I am using a Nano 33 BLE to control a robot. The robot has electronic speed controls for brushless motors, which have a 5V regulated battery eliminator circuit that I am using to power the robot. This setup worked fine previously with a Leonardo, but now I'm having issues with the 33 BLE. All externals, including switches and potentiometers, are connected to 5V. Testing the potentiometers, they hit 1023 at about 60% of their throw and then drop back down to ~800 beyond that. I believe the issue is the 5V supply. The 33 BLE must be using the 3.3V internal voltage as the reference, and the analog readings go haywire when it gets above that.
I looked into using the AREF pin, but found it wouldn't even compile with analogRead(EXTERNAL). After some more searching, it looks like EXTERNAL is not an option for this board, and the AREF pin is not actually even connected (another issue with the documentation, apparently...). Is there any solution other than a complete redesign of my wiring? That would be unfortunate, because I designed a custom PCB specifically for this board. Simply stepping it down to 3.3V isn't an option either, because the servos need 5V. Here is the circuit diagram. The 3-pin connectors on the right are for the pots; the ones on the left for the servos and ESCs, and the 2-pin connectors with resistors are for switches.
The key difference is that the Leonardo is a 5V processor and the 33 BLE isn't. That means any voltage you put into it greater than the 3V3 supply voltage will damage the chip and as you have found stop it working.
What you are trying to do is simply not viable. You need to change things so no input to the chip exceeds its supply.
Remember the Vin pin is not the voltage the processor runs at but the voltage that feeds into the 3V3 regulator.
Thanks. That's what I feared. It won't be a problem to keep the 5V isolated to the servos, ESCs, and Vin and use the 3.3V pin for everything else, but it means I need to start over. Too bad I didn't consider this issue before, but I guess that's how you learn.
Ok, just be aware that while feeding a servo with a 3V3 control pulse might work, it could be that needs a bit of a step up in signals. I normally use a 74HCT14 to do this. This has six inverting buffers in it so use two of the buffers in series for each servo.
That's another thing I didn't think of. I did some searching and found that R/C receivers usually (or maybe always?) use 3.3V signals even though 5V is the normal operating voltage, so I'm pretty sure the servos will work fine without boosting the signal to 5V. I will test with a breadboard to make sure, though.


Find the lines below that contain the string "factor". Copy each one.

Start of Data extract

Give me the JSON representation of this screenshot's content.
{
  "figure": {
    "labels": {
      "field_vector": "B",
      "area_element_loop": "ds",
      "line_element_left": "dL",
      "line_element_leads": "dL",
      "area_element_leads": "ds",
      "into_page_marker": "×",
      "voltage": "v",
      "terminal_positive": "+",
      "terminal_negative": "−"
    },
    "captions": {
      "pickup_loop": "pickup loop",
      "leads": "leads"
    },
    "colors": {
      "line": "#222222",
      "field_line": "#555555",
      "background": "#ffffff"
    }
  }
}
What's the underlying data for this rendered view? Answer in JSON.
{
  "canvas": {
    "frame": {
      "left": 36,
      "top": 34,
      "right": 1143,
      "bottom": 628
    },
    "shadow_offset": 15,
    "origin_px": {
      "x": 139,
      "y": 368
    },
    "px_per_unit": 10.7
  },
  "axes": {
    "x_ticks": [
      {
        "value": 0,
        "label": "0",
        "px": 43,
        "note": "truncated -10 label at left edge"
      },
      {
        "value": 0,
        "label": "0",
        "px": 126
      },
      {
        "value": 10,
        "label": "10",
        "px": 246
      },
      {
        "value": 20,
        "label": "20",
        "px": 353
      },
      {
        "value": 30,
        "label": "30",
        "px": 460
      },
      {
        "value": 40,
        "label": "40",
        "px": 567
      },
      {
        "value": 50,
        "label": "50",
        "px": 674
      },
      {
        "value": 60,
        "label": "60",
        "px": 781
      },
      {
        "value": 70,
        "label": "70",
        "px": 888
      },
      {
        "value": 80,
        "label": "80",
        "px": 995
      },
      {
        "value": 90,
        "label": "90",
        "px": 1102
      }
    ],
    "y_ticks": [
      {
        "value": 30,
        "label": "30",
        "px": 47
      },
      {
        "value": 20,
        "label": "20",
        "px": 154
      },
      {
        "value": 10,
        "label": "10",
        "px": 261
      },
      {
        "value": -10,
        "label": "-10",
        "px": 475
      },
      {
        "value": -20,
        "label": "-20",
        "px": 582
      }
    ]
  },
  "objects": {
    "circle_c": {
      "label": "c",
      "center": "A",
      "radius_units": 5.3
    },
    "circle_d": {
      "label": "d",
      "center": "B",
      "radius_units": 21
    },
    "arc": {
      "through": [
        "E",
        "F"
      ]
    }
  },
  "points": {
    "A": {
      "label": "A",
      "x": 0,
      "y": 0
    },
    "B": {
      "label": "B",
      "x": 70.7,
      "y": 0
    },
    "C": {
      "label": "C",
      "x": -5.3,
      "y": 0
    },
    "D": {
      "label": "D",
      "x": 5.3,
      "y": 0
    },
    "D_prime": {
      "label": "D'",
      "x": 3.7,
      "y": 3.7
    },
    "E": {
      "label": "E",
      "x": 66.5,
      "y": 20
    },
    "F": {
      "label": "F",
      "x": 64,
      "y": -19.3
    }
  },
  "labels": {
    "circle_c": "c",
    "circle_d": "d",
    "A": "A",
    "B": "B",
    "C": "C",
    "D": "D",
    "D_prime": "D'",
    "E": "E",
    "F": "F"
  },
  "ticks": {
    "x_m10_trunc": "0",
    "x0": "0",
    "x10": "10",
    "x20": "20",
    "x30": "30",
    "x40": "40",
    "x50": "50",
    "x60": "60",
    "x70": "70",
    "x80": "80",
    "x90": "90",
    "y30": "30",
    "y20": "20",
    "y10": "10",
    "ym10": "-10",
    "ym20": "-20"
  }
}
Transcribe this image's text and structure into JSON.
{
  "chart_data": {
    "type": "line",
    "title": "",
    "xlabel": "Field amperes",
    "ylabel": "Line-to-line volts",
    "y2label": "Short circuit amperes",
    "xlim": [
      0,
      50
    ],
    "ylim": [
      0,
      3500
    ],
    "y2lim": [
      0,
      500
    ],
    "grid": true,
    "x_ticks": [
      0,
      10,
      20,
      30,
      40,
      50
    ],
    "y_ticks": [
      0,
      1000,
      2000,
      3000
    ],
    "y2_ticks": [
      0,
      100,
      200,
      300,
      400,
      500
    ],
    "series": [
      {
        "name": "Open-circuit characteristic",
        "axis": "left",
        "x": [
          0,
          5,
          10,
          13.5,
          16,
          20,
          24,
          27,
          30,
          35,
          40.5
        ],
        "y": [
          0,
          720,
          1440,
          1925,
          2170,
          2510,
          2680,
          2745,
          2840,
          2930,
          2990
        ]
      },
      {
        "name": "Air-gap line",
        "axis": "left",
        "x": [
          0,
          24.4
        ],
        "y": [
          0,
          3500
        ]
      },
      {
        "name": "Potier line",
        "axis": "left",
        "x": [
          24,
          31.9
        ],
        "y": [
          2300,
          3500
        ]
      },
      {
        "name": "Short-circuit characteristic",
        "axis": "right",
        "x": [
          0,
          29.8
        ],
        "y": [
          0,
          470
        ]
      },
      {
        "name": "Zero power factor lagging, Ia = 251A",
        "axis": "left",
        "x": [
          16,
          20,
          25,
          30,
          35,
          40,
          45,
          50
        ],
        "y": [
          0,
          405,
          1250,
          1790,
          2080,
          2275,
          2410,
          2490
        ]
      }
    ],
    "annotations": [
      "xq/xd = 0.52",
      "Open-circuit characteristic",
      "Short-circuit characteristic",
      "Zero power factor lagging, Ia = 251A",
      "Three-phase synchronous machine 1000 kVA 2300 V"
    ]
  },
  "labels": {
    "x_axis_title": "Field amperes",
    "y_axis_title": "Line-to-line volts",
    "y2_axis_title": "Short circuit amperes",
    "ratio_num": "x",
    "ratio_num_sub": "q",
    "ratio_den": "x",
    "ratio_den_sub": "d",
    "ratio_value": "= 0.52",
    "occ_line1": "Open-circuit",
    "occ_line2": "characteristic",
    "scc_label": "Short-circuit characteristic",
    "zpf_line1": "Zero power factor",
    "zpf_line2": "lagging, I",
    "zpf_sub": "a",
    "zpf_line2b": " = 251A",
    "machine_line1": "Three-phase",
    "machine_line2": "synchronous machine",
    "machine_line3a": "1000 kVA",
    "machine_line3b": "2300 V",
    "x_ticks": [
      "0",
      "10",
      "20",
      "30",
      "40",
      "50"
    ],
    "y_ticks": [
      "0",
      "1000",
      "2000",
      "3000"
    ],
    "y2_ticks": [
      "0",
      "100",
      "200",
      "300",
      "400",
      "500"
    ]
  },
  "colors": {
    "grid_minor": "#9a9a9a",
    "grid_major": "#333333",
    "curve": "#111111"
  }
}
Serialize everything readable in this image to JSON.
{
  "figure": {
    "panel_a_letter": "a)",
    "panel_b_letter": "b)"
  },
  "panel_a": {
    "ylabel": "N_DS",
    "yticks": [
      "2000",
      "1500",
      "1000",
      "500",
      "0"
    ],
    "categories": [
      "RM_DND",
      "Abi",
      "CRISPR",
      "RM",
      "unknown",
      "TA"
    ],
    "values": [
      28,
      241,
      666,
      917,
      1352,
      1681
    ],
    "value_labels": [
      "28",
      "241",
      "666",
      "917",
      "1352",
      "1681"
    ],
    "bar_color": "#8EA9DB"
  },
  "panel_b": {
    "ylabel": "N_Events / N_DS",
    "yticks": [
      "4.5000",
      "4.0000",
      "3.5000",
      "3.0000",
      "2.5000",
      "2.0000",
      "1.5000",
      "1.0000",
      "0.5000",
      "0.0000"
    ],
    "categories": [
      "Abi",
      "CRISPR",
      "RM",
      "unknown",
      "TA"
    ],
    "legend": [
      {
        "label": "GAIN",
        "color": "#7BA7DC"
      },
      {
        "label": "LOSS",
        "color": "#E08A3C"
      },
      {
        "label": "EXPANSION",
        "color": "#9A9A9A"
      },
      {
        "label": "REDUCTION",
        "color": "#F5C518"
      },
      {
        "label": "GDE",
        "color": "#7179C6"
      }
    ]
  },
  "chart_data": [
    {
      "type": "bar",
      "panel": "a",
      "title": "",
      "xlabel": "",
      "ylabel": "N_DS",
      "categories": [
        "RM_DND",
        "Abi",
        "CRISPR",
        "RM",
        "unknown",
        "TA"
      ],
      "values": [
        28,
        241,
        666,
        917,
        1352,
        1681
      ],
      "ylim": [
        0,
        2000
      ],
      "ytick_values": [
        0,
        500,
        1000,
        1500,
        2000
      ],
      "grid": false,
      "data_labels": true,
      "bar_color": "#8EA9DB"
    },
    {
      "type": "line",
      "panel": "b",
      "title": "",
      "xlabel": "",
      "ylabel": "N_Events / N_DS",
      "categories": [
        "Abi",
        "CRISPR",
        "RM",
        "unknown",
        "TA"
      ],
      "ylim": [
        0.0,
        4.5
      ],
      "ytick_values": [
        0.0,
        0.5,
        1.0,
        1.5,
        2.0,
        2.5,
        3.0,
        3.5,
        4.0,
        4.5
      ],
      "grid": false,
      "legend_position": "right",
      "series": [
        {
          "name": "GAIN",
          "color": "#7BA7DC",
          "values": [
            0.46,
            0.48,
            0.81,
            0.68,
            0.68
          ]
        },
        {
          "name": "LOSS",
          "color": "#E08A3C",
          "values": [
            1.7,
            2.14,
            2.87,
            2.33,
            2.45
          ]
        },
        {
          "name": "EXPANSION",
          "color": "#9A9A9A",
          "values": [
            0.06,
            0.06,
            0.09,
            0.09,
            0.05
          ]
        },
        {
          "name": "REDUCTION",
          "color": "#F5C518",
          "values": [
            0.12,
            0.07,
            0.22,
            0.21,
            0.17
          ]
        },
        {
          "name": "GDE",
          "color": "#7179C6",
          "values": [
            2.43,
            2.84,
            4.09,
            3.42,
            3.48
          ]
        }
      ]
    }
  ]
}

End of Data extract

Solved exercise —
        "name": "Zero power factor lagging, Ia = 251A",
      "Zero power factor lagging, Ia = 251A",
    "zpf_line1": "Zero power factor",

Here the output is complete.